Ruling finds Patriot Act permits U.S. authorities to subpoena foreign bank records even if barred by home country’s laws.
By Spencer S. Hsu Spencer S. Hsu Investigative reporter Email Bio Follow May 1 at 8:48 PM A federal judge in Washington has ordered three Chinese banks partly or wholly owned by the Beijing government to turn over documents in a U.S. criminal investigation into how a Hong Kong corporation allegedly helped North Korea’s regime evade sanctions, new court filings show.

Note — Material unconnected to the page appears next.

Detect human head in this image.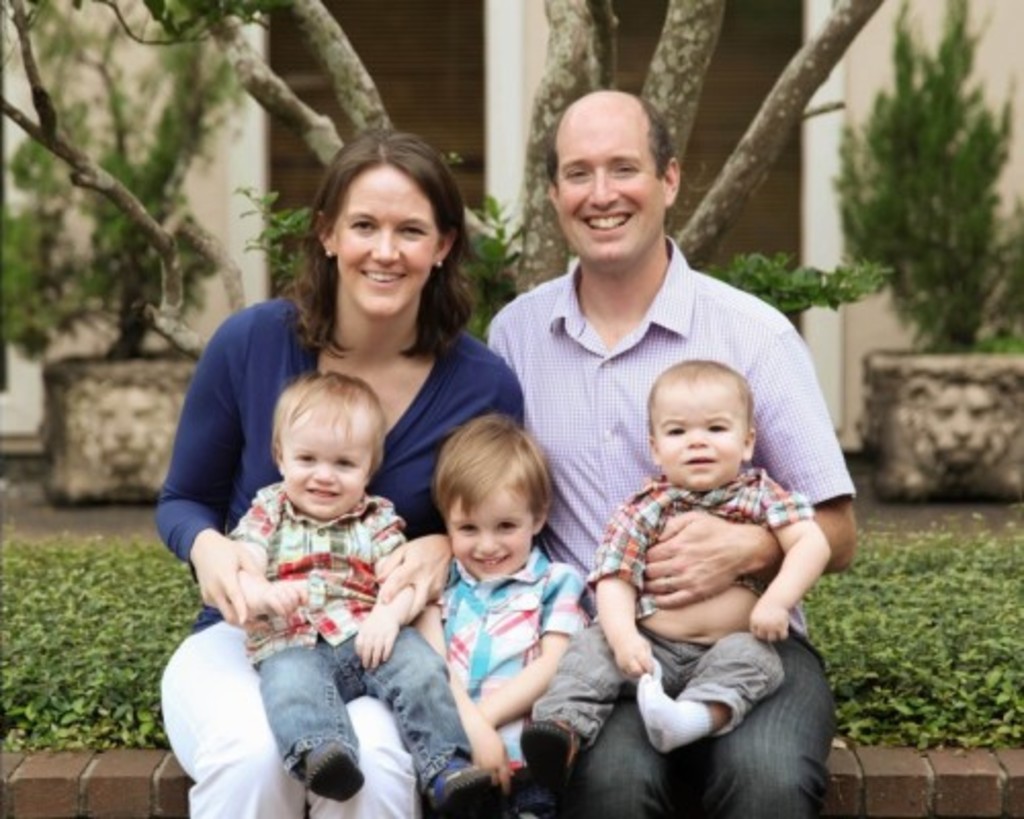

Records capturing “cash deposits . . . intrabank transfers and foreign currency deposits” that can be used to launder money through the United States “are precisely the type that the statute permits the government to subpoena,” wrote Howell, who helped draft the Patriot Act as Senate Judiciary Committee counsel before her appointment as a federal judge in 2010.It is unclear whether the banks could face any U.S.

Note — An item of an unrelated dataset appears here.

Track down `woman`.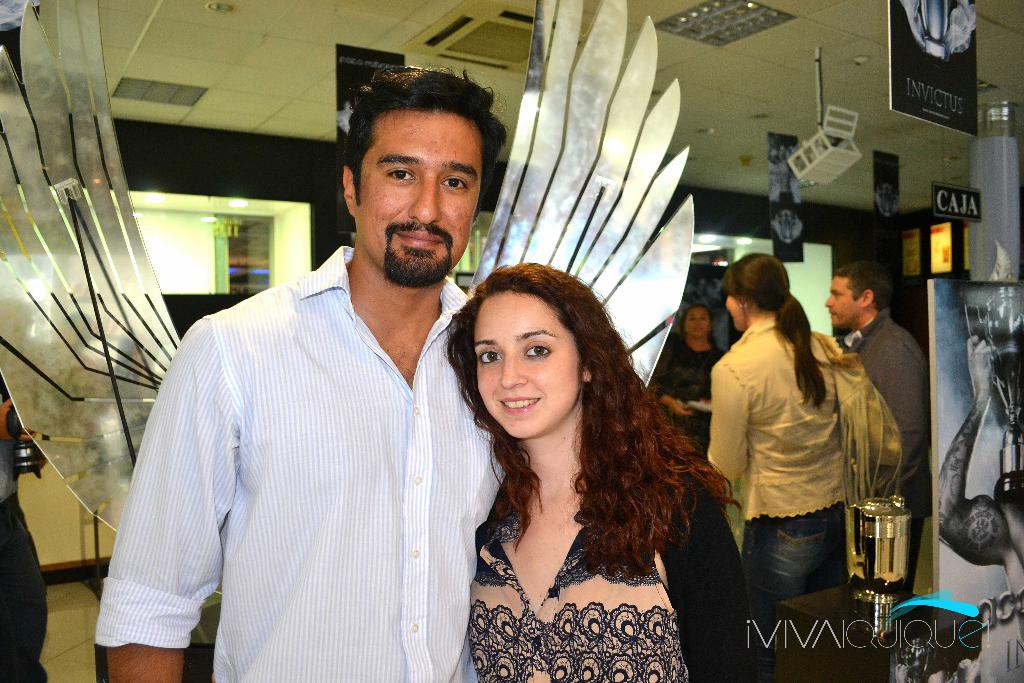
Tracked to detection(437, 259, 776, 682).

Howell ordered the three banks to comply with two grand jury subpoenas and one administrative subpoena from the Justice Department for documents related to a national security investigation. The opinion said the investigation involves a now-defunct front company in Hong Kong that allegedly helped finance North Korea’s nuclear program, despite international sanctions, by laundering more than $100 million through the United States between 2012 and 2015.
In the civil forfeiture case brought by the Justice Department, a federal judge last August entered a default judgment against Mingzheng accounts in the United States that authorities alleged worked with three of China’s largest financial institutions: the state-owned Bank of Communications, China Merchants Bank and Shanghai Pudong Development Bank.

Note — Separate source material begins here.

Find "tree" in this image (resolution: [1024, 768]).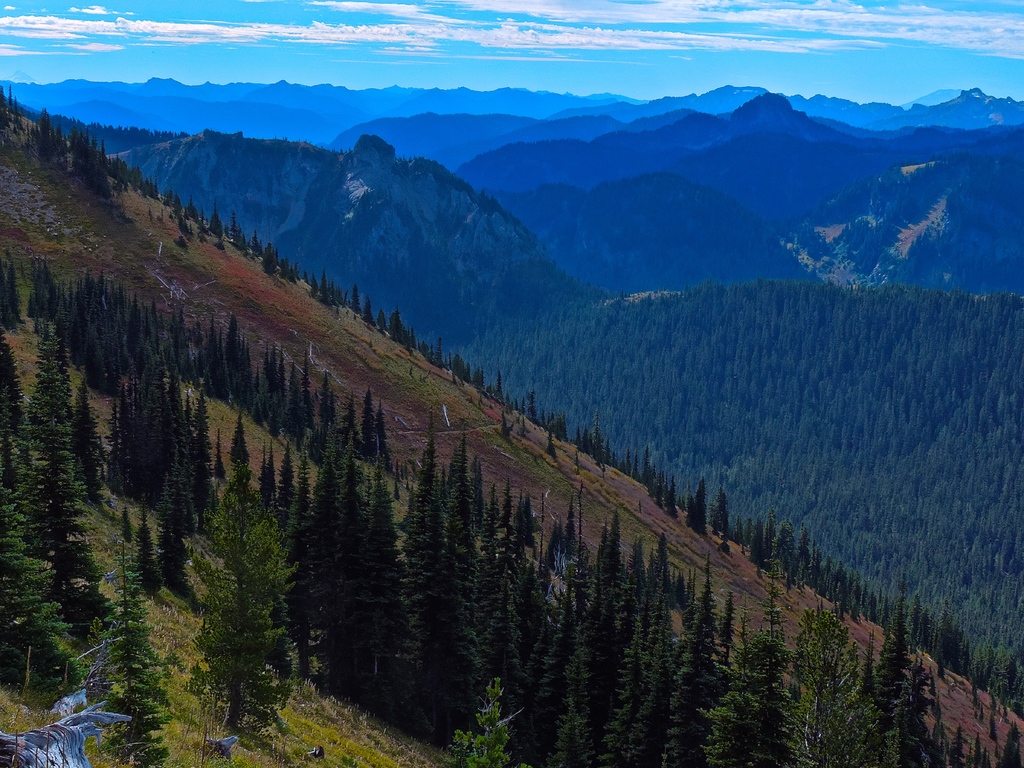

The court ruling said the three banks failed to comply with subpoenas issued in December 2017 and that the Justice Department moved to compel compliance in November 2018. After briefings through the winter, Howell held a closed-door hearing March 5 before issuing her ruling 13 days later.In her opinion, Howell cited Justice Department statistics that show Chinese authorities have responded to only 15 of 50 U.S.